Meet Fadumo Dayib: Somalia’s First Woman Running for President

A Somali refugee-turned-Harvard grad is now a presidential candidate. Dayib’s father, a truck driver, and mother, a “nomad,” moved from Somalia for a fresh start in Kenya where Dayib was born and raised.  As time went on, though, tensions between the two countries only increased and in 1989, Dayib’s family was deported back to Somalia. After the country’s civil war broke out two years later, the family was forced to leave again, this time to Finland.

In Finland, Dayib served as a nurse practitioner and a translator to help other Somali immigrants accommodate to their new life. She went on to work for the United Nations, where she helped set up clinics and offices in Somalia, Fiji and Liberia. This experience made her realize that pursuing a career in government would help her institute change in Somalia.   

“I am doing it for my daughters, for my mother, and for all the other women to say that we don’t need to negotiate for our existence. We are here.”

Dayib’s accomplishment of graduating from Harvard’s Kennedy School of Government in 2015 is especially inspiring since she did not learn to read or write until the age of 14. With her educational background and time spent at the United Nations, Dayib is now running for president in her home country in the hopes of tackling the instability and challenges Somalia faces, primarily the recent al-Shabaab insurgency.

Her candidacy has since prompted backlash as the mother of four has already received death threats, which Dayib takes as a sign that she’s doing the right thing. In a male-dominated society, her campaign for presidency is unprecedented and according to Dayib, a step toward much-needed change: “ They see a capable leadership in me, a visionary leader, a servant leader. This is not what they have been used to and it scares them because the moment I come into office they know that their existence will be threatened.”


**Your assignment**
Going through the entries below, tally the lines that hold the word "Você" and state the result alone.

* * * * * * *

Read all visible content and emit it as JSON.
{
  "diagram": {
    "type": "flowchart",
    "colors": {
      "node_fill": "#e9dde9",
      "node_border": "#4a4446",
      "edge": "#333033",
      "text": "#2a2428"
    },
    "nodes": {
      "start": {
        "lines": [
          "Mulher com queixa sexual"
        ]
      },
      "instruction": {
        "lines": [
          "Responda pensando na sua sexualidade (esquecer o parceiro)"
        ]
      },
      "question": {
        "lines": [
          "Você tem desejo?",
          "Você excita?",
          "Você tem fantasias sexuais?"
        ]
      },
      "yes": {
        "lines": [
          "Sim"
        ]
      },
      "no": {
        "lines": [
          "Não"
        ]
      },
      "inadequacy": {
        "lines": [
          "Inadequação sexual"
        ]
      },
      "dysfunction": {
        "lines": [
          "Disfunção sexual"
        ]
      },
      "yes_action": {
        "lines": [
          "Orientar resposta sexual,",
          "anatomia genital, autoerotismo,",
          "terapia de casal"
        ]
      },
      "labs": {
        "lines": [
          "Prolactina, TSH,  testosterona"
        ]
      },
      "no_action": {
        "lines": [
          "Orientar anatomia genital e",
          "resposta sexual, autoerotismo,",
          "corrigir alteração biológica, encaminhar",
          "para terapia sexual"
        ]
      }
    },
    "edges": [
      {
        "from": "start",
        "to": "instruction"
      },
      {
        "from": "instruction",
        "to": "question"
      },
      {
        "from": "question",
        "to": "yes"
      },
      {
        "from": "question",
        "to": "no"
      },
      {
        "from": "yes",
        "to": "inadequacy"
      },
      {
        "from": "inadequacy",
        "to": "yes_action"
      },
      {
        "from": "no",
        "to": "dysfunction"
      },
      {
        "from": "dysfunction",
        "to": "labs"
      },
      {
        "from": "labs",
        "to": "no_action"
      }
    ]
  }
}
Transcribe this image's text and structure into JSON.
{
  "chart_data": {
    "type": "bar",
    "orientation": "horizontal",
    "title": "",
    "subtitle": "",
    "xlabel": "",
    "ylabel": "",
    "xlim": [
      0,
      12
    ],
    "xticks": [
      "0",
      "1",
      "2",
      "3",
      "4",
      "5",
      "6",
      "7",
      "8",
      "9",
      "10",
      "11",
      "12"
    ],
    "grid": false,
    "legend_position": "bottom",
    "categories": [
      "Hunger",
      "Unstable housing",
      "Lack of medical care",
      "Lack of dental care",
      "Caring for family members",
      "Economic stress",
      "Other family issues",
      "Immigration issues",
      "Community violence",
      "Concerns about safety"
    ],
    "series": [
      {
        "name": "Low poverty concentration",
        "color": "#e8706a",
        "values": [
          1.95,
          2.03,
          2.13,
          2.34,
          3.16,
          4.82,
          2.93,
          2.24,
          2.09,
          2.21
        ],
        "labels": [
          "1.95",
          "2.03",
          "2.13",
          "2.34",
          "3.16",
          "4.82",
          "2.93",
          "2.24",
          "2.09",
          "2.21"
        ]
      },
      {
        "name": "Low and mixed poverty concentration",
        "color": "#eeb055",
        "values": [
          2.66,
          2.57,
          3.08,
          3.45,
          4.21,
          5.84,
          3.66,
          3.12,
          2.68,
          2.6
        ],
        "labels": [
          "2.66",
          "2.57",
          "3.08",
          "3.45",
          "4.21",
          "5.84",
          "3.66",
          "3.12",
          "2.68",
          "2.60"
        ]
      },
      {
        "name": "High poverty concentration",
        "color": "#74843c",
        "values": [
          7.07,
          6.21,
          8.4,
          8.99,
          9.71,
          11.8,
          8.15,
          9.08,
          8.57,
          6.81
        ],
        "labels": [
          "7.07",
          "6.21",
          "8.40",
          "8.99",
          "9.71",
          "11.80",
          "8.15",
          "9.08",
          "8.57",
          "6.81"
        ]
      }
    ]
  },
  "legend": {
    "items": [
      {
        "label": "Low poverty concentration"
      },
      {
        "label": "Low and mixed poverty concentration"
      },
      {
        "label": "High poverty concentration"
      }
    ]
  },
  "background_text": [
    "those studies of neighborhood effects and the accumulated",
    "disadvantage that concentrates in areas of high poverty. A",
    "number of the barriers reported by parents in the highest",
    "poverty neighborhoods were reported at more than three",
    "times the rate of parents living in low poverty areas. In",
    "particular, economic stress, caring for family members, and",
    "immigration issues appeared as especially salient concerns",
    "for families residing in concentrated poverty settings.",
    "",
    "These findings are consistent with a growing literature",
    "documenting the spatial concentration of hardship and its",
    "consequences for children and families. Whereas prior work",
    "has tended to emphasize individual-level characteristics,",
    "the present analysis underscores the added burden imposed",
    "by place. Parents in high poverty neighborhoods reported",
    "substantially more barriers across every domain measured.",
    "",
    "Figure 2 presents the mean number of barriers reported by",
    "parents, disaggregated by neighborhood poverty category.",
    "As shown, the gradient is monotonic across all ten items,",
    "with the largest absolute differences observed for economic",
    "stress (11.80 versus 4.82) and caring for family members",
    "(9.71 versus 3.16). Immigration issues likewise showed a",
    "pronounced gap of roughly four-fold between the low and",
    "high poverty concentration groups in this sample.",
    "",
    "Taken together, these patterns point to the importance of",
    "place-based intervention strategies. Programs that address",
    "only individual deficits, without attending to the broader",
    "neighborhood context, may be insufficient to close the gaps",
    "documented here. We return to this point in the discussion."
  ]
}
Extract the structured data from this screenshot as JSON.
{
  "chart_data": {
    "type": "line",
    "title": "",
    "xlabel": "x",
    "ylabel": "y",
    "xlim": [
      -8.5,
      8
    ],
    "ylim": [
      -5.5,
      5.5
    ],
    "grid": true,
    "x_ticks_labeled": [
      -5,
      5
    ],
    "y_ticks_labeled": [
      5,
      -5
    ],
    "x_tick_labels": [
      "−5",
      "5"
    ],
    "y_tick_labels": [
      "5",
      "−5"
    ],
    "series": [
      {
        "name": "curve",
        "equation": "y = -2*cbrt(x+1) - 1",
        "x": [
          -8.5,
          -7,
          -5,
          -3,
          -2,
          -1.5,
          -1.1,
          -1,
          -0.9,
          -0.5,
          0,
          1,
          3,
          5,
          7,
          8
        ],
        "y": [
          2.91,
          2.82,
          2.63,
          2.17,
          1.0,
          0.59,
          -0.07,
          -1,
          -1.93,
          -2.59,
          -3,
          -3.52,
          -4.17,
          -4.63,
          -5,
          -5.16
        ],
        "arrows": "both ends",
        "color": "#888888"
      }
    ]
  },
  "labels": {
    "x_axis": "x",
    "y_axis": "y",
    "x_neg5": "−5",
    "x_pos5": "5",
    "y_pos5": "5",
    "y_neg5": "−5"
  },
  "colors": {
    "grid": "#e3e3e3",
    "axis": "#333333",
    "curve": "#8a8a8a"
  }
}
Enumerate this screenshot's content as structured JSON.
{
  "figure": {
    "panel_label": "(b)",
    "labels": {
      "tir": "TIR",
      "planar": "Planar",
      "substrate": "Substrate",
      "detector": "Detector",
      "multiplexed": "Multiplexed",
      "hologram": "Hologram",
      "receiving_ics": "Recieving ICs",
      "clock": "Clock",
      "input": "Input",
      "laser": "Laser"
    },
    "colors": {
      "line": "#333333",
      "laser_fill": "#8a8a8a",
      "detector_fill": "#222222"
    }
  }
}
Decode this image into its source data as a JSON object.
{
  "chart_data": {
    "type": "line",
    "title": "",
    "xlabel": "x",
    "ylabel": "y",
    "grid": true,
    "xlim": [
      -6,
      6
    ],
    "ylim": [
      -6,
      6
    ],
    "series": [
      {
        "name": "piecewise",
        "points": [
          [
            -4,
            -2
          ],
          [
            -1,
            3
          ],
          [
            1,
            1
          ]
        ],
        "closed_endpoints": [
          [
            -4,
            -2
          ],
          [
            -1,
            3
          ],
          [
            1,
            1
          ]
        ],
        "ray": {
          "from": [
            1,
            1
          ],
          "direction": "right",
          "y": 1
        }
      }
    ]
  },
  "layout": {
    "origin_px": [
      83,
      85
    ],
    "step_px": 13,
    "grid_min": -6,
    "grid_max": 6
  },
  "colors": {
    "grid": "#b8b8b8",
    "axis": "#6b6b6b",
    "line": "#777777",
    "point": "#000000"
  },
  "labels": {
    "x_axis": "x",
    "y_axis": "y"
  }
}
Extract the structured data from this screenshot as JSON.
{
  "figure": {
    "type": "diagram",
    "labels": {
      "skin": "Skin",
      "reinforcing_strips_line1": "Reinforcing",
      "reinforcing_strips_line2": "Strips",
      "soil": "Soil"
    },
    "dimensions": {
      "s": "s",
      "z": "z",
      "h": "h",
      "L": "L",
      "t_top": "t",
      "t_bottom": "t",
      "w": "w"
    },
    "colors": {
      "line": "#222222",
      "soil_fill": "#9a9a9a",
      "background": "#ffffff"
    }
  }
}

* * * * * * *

**Exercise result**
3